Is it easy for my consumers to access the data on demand?
Going back to the personas outlined above, the average consumer requires different methods of access the data to perform their daily roles and duties.
This means HOW they access the data will also vary significantly.
With decades of experience across many different investment platforms, we have found that to help increase adoption of your data platform, you must at a minimum be able to provide the following (in addition to the ‘trusted hub of data’):
No code / Low code Reports in Minutes
Our experience shows the most intuitive interface for consumers is a grid environment, where consumers can easily query data via parameters and slice ‘n dice the data via a graphical user interface. Consumers must be able to add columns / calculated fields, aggregations, pivots/charts and quick export to Excel.
Consumers must be able to build and save their personal views/reports within these grids, and make them private or public to share them with their colleagues.
This is typically how consumers like to interact with data in ad-hoc queries, when they need an answer and want to build a report in minutes. It also frees up your IT team's resources to do more value-add tasks instead of building reports for the business teams.
Embedded Data Visualisation (Business Intelligence)
Most organisation these days are familiar with the common BI tools such as Power BI, Tableau, Qlik and more.
These tools are great for bringing multiple datasets together and providing insights into the relationship in the data. This can for example be exposure analysis, ESG reporting, performance and risk reporting, liquidity reporting… all combined together.
Work with vendors that can provide templated reports across multiple areas. Reports will never be a perfect fit to your stakeholder's specific requirements, but a template will help fast track the build of these reports.
Easy connectivity to data that is ‘ready to go’.
Sometimes, a consumers just want direct access to the data as they are using an external tool for their core tasks.
This can be the investment analyst (see persona above) or quant who is using Python, R, Matlab or similar tools to enrich the existing data set. In this case, you need to be able to provide an open but controlled and validated set of data.
Further, you can make the life a lot easier for the analyst by providing rich report views that contain extensive data sets from your master data records, fully controlled and managed with accurate time series. This helps eliminate the often-cumbersome tasks of building extensive star schemas in their external tools.
In other words, if the data is ‘ready to go’ you are likely to see more consumers access it and utilise it for their external tools.
Data extracts – built by the business
You will often have requirements where a consumer will need data extracts.
This can for example be for the purposes of sending data across to clients, or perhaps you are building an extract to integrate with a new performance analytics platform.
Providing an environment where business consumers can build and test these extracts without the need of technical skills will again increase the adoption of your platform.

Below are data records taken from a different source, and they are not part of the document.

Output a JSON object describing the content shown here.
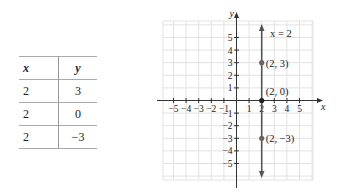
{
  "table": {
    "headers": [
      "x",
      "y"
    ],
    "rows": [
      [
        "2",
        "3"
      ],
      [
        "2",
        "0"
      ],
      [
        "2",
        "−3"
      ]
    ]
  },
  "graph": {
    "x_axis_label": "x",
    "y_axis_label": "y",
    "x_ticks": [
      "−5",
      "−4",
      "−3",
      "−2",
      "−1",
      "1",
      "2",
      "3",
      "4",
      "5"
    ],
    "y_ticks": [
      "5",
      "4",
      "3",
      "2",
      "1",
      "−1",
      "−2",
      "−3",
      "−4",
      "−5"
    ],
    "line_label": "x = 2",
    "points": [
      {
        "label": "(2, 3)",
        "x": 2,
        "y": 3
      },
      {
        "label": "(2, 0)",
        "x": 2,
        "y": 0
      },
      {
        "label": "(2, −3)",
        "x": 2,
        "y": -3
      }
    ],
    "line_color": "#555555",
    "grid_color": "#e2e2e2"
  }
}
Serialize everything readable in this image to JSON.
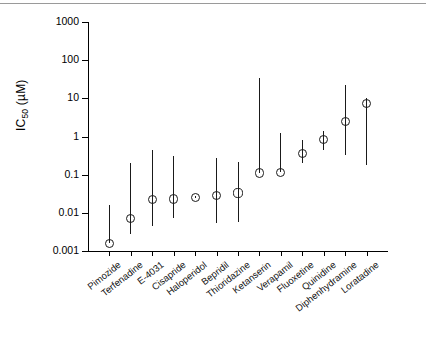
{
  "chart_data": {
    "type": "scatter",
    "title": "",
    "xlabel": "",
    "ylabel": "IC50 (µM)",
    "ylabel_base": "IC",
    "ylabel_sub": "50",
    "ylabel_unit": " (µM)",
    "yscale": "log",
    "ylim": [
      0.001,
      1000
    ],
    "ytick_labels": [
      "1000",
      "100",
      "10",
      "1",
      "0.1",
      "0.01",
      "0.001"
    ],
    "ytick_values": [
      1000,
      100,
      10,
      1,
      0.1,
      0.01,
      0.001
    ],
    "grid": false,
    "legend": "none",
    "categories": [
      "Pimozide",
      "Terfenadine",
      "E-4031",
      "Cisapride",
      "Haloperidol",
      "Bepridil",
      "Thioridazine",
      "Ketanserin",
      "Verapamil",
      "Fluoxetine",
      "Quinidine",
      "Diphenhydramine",
      "Loratadine"
    ],
    "series": [
      {
        "name": "IC50",
        "marker": "open-circle",
        "values": [
          0.0016,
          0.007,
          0.022,
          0.023,
          0.025,
          0.028,
          0.033,
          0.11,
          0.115,
          0.35,
          0.85,
          2.5,
          7.5
        ],
        "low": [
          0.0016,
          0.0028,
          0.0046,
          0.0075,
          0.024,
          0.0055,
          0.0058,
          0.11,
          0.115,
          0.2,
          0.45,
          0.32,
          0.18
        ],
        "high": [
          0.016,
          0.2,
          0.45,
          0.3,
          0.027,
          0.28,
          0.22,
          35,
          1.2,
          0.8,
          1.4,
          22,
          10
        ]
      }
    ]
  },
  "figure": {
    "ink_color": "#1a1a1a",
    "background": "#ffffff",
    "rule_color": "#9a9a9a"
  }
}
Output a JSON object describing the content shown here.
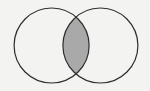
{
  "diagram": {
    "type": "venn",
    "sets": [
      {
        "id": "A",
        "label": "",
        "cx": 51.6,
        "cy": 45.5,
        "r": 37.5,
        "shaded": false
      },
      {
        "id": "B",
        "label": "",
        "cx": 100.4,
        "cy": 45.5,
        "r": 37.5,
        "shaded": false
      }
    ],
    "shaded_region": "A ∩ B",
    "colors": {
      "background": "#f3f3f1",
      "stroke": "#2e2e2e",
      "intersection_fill": "#a9a9a9",
      "set_fill": "#f3f3f1"
    }
  }
}
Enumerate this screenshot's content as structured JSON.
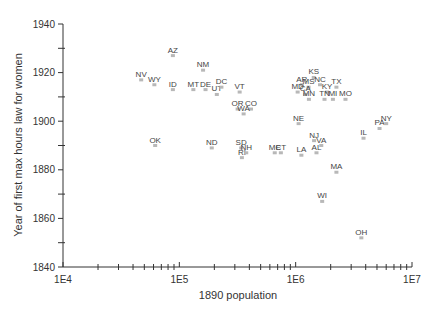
{
  "chart_data": {
    "type": "scatter",
    "title": "",
    "xlabel": "1890 population",
    "ylabel": "Year of first max hours law for women",
    "xscale": "log",
    "xlim": [
      10000,
      10000000
    ],
    "ylim": [
      1840,
      1940
    ],
    "x_tick_labels": [
      "1E4",
      "1E5",
      "1E6",
      "1E7"
    ],
    "y_tick_labels": [
      "1840",
      "1860",
      "1880",
      "1900",
      "1920",
      "1940"
    ],
    "grid": false,
    "legend": null,
    "points": [
      {
        "label": "NV",
        "x": 47000,
        "y": 1917
      },
      {
        "label": "WY",
        "x": 61000,
        "y": 1915
      },
      {
        "label": "AZ",
        "x": 88000,
        "y": 1927
      },
      {
        "label": "ID",
        "x": 88000,
        "y": 1913
      },
      {
        "label": "NM",
        "x": 160000,
        "y": 1921
      },
      {
        "label": "MT",
        "x": 132000,
        "y": 1913
      },
      {
        "label": "DE",
        "x": 168000,
        "y": 1913
      },
      {
        "label": "UT",
        "x": 210000,
        "y": 1911
      },
      {
        "label": "DC",
        "x": 230000,
        "y": 1914
      },
      {
        "label": "VT",
        "x": 330000,
        "y": 1912
      },
      {
        "label": "OR",
        "x": 317000,
        "y": 1905
      },
      {
        "label": "CO",
        "x": 413000,
        "y": 1905
      },
      {
        "label": "WA",
        "x": 357000,
        "y": 1903
      },
      {
        "label": "OK",
        "x": 62000,
        "y": 1890
      },
      {
        "label": "ND",
        "x": 190000,
        "y": 1889
      },
      {
        "label": "SD",
        "x": 340000,
        "y": 1889
      },
      {
        "label": "RI",
        "x": 345000,
        "y": 1885
      },
      {
        "label": "NH",
        "x": 376000,
        "y": 1887
      },
      {
        "label": "ME",
        "x": 661000,
        "y": 1887
      },
      {
        "label": "CT",
        "x": 746000,
        "y": 1887
      },
      {
        "label": "KS",
        "x": 1430000,
        "y": 1918
      },
      {
        "label": "AR",
        "x": 1130000,
        "y": 1915
      },
      {
        "label": "MS",
        "x": 1290000,
        "y": 1914
      },
      {
        "label": "NC",
        "x": 1620000,
        "y": 1915
      },
      {
        "label": "MD",
        "x": 1040000,
        "y": 1912
      },
      {
        "label": "CA",
        "x": 1210000,
        "y": 1911
      },
      {
        "label": "MN",
        "x": 1300000,
        "y": 1909
      },
      {
        "label": "KY",
        "x": 1860000,
        "y": 1912
      },
      {
        "label": "TX",
        "x": 2240000,
        "y": 1914
      },
      {
        "label": "TN",
        "x": 1770000,
        "y": 1909
      },
      {
        "label": "MI",
        "x": 2090000,
        "y": 1909
      },
      {
        "label": "MO",
        "x": 2680000,
        "y": 1909
      },
      {
        "label": "NE",
        "x": 1060000,
        "y": 1899
      },
      {
        "label": "NJ",
        "x": 1440000,
        "y": 1892
      },
      {
        "label": "VA",
        "x": 1660000,
        "y": 1890
      },
      {
        "label": "AL",
        "x": 1510000,
        "y": 1887
      },
      {
        "label": "LA",
        "x": 1120000,
        "y": 1886
      },
      {
        "label": "IL",
        "x": 3830000,
        "y": 1893
      },
      {
        "label": "PA",
        "x": 5260000,
        "y": 1897
      },
      {
        "label": "NY",
        "x": 6000000,
        "y": 1899
      },
      {
        "label": "MA",
        "x": 2240000,
        "y": 1879
      },
      {
        "label": "WI",
        "x": 1690000,
        "y": 1867
      },
      {
        "label": "OH",
        "x": 3670000,
        "y": 1852
      }
    ]
  },
  "colors": {
    "axis": "#333333",
    "marker": "#b8b8b8",
    "label": "#444444"
  }
}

Hint: Make sure this functionality is tightly controlled and governed by your data team with proper user access and authorisation given to the business teams. You don't want to end up with an environment containing hundreds of various data extracts built randomly across the business.
Summary
Data platforms should automate the task of investment data management, and then empower consumers with easy access to the data (answers) they are looking for on a day-to-day basis.
If you make it easy for your consumers to self-serve on their data requirements to suit their specific needs according to their personas, you are far more likely to increase the adoption.
In short, make it easy for the business to do… well, business. And you will find consumers will come to your data platform.